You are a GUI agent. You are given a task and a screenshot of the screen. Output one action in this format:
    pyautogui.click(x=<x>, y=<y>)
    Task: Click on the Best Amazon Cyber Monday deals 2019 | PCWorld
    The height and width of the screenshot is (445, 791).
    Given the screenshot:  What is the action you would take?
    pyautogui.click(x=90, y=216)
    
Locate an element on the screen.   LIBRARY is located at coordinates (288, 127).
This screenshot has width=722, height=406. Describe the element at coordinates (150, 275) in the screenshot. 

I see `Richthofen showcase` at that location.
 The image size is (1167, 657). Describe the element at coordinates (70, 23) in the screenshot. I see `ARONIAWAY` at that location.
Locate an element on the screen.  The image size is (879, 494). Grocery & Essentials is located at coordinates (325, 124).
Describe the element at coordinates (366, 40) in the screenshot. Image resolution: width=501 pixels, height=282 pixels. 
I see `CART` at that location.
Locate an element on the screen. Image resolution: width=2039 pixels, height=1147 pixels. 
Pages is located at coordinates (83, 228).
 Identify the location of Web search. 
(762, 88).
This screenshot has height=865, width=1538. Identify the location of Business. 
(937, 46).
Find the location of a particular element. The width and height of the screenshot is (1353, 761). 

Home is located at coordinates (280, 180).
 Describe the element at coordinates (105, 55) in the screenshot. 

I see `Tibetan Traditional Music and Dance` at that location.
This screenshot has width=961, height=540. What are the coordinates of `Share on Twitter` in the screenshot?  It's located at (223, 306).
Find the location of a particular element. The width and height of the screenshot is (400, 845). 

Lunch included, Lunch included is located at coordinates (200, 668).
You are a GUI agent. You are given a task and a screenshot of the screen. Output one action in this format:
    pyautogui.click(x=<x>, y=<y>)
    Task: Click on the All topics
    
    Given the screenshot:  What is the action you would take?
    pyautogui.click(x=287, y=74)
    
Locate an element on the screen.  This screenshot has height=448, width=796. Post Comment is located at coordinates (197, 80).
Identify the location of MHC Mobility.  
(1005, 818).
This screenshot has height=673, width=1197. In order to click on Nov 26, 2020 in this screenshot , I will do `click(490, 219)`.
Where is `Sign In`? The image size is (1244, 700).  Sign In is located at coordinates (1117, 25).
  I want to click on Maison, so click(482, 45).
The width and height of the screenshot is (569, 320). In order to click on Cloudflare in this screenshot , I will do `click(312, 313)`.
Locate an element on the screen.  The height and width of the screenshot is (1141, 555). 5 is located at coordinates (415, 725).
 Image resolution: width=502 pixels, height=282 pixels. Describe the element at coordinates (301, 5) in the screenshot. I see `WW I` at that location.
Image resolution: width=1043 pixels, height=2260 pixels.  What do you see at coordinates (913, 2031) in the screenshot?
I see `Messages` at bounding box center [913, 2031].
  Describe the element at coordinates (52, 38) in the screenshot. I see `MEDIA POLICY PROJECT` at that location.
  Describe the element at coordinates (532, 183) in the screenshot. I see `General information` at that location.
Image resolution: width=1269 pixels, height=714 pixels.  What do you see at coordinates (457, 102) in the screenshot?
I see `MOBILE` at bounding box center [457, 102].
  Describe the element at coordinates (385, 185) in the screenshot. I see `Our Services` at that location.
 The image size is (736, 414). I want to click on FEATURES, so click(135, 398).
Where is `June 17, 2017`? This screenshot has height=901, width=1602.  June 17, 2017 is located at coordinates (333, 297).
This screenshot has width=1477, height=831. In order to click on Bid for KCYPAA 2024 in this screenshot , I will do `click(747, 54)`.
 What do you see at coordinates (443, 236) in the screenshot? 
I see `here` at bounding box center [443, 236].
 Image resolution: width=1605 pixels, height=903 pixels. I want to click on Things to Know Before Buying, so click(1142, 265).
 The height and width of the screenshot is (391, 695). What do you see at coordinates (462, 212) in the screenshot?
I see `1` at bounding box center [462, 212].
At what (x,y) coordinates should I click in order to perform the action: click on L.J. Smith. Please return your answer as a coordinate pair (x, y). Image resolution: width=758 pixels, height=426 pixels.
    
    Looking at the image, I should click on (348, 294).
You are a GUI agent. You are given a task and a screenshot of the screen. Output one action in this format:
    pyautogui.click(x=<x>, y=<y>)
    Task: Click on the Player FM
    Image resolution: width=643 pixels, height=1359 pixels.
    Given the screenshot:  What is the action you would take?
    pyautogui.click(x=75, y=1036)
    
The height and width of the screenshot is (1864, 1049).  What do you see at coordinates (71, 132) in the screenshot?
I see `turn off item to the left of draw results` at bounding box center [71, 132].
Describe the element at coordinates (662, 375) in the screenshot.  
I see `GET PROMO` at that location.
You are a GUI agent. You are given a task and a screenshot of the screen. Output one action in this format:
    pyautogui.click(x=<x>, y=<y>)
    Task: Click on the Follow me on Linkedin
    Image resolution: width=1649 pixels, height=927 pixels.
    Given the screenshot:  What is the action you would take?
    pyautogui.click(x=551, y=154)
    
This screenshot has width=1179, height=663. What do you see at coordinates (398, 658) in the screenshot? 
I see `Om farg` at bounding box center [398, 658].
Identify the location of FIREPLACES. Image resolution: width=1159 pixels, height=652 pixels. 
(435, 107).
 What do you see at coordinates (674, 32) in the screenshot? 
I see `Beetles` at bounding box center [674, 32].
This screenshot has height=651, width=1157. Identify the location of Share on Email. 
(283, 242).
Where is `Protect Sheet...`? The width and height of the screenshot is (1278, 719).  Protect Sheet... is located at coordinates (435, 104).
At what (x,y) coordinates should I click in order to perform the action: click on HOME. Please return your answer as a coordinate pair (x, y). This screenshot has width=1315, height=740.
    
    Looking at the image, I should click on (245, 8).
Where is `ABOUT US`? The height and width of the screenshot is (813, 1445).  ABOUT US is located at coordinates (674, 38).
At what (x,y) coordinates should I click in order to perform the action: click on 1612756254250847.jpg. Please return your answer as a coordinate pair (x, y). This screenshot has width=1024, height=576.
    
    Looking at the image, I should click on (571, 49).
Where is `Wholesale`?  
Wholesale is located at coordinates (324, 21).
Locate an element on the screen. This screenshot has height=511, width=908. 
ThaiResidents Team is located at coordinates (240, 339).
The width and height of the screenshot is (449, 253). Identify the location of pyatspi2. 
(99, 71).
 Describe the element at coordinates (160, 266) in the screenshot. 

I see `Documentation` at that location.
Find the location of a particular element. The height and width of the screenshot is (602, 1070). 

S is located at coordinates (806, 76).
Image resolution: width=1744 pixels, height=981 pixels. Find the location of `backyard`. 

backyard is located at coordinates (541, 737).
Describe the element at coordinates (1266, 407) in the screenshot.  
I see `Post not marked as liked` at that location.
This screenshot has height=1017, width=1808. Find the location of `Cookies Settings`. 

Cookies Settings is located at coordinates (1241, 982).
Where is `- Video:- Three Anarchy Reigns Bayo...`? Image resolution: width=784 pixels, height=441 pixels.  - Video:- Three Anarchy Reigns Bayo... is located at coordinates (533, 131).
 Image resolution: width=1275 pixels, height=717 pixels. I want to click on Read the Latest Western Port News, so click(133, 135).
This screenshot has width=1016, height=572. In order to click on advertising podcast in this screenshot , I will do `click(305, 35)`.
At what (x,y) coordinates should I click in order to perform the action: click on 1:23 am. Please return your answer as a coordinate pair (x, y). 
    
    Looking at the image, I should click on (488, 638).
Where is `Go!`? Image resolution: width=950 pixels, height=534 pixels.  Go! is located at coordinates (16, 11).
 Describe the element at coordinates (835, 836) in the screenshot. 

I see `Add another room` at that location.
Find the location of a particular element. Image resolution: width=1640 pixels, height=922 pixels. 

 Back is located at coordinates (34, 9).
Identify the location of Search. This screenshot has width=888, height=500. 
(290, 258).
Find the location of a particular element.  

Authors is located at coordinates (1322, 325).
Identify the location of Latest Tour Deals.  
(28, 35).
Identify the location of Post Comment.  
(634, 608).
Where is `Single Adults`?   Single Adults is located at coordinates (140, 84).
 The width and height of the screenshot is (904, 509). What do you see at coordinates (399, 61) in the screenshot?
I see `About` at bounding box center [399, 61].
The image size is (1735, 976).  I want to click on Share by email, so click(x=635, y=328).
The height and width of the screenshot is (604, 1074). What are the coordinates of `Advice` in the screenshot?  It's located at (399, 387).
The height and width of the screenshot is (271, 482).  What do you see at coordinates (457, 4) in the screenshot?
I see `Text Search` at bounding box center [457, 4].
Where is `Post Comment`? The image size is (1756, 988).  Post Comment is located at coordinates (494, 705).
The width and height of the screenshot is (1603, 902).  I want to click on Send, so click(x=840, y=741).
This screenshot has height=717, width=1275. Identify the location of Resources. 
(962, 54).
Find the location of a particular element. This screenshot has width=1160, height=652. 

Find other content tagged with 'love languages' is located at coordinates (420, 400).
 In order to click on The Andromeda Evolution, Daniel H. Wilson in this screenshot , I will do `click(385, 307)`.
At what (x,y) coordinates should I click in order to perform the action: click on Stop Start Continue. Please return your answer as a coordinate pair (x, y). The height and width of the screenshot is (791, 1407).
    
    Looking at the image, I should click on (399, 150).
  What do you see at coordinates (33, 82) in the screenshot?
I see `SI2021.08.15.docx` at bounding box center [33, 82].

□ □ □ □

WHAT IS REQUIRED: Look through the data and show every line containing "will".

RESPONSE TO THIS TASK:
This screenshot has height=673, width=1197. In order to click on Nov 26, 2020 in this screenshot , I will do `click(490, 219)`.
The width and height of the screenshot is (569, 320). In order to click on Cloudflare in this screenshot , I will do `click(312, 313)`.
This screenshot has width=1477, height=831. In order to click on Bid for KCYPAA 2024 in this screenshot , I will do `click(747, 54)`.
This screenshot has width=1016, height=572. In order to click on advertising podcast in this screenshot , I will do `click(305, 35)`.
 In order to click on The Andromeda Evolution, Daniel H. Wilson in this screenshot , I will do `click(385, 307)`.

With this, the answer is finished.